De La Hoya Sees Chance for Khan Against Alvarez Despite Promoter’s Troubles at MW

Canelo Alvarez (L) and Amir Khan (R) pose for photos during a press event on March 1, 2016
AFP

Oscar De La Hoya, a man who knows something about the dangers of a quicker man taking on a bigger one, says Amir Khan can beat his “golden boy” Saul Alvarez despite the significant size disparity.

“Amir must adhere absolutely to his game plan,” De La Hoya insists. “He will have to fight the perfect fight. If he does that, if he stays on the outside and moves from side to side and uses that speed of his, in and out, he not only wins but wins easily.”

Canelo Alvarez enters the bout as perhaps a natural 154-pounder while his British opponent probably fights most comfortably at 140. Khan’s hand speed helps him overcome this disadvantage but his aggressive style does not. Stopped by Breidis Prescott and Danny Garcia, Khan faces a much bigger puncher in Alvarez, so he must avoid, as De La Hoya counsels, the impulse to trade.

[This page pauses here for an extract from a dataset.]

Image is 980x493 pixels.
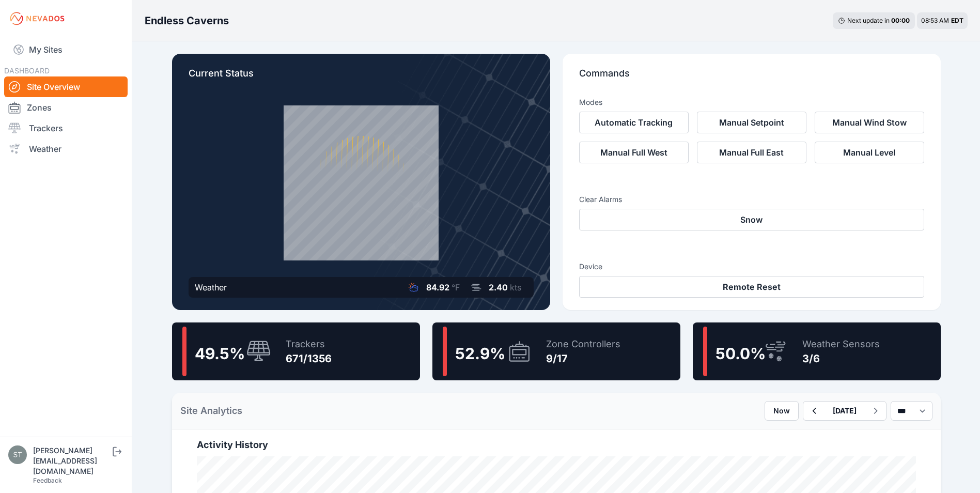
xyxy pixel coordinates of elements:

Though they compete for the lineal middleweight title Alvarez won from Miguel Cotto, the pair must weigh in at 155-pounds—a pound less and the stakes cannot include the belt and a pound more and they violate the contractual stipulation aiding the smaller Khan. Although the favored (3-to-1) Mexican boxes as a smallish middleweight, Khan now generally boxes as a smallish welterweight. Still, De La Hoya, perhaps doing his job as a promoter to make the bout look more competitive than it appears to bookies, regards Khan as a live dog.

“Sugar Ray Leonard went up to fight the awesome Marvin Hagler and everyone feared for his life because of the natural difference,” De La Hoya reminds of the smaller man’s split-decision victory. “But Amir will be fine as long as he resists the urge to engage with Canelo.”

That sounds more like the promoter De La Hoya speaking than the fighter De La Hoya. A puffed-out De La Hoya struggled to decision Felix Sturm in his first foray at middleweight and suffered a delayed-reaction knockout loss to Bernard Hopkins after taking a body shot in the ninth of their 2004 bout. Learning his lesson, De La Hoya dropped down to 154 for solid fights against Ricardo Mayorga and Floyd Mayweather, then battered a blown-up Steve Forbes at 150, and looked like a small, shrunken 147 in his final fight against Manny Pacquiao.

While Khan inherits De La Hoya’s role as the quicker man taking on the stronger man, Alvarez takes over his spot as the cash cow of Cinco de Mayo Weekend. The pair fight on May 7 in Las Vegas.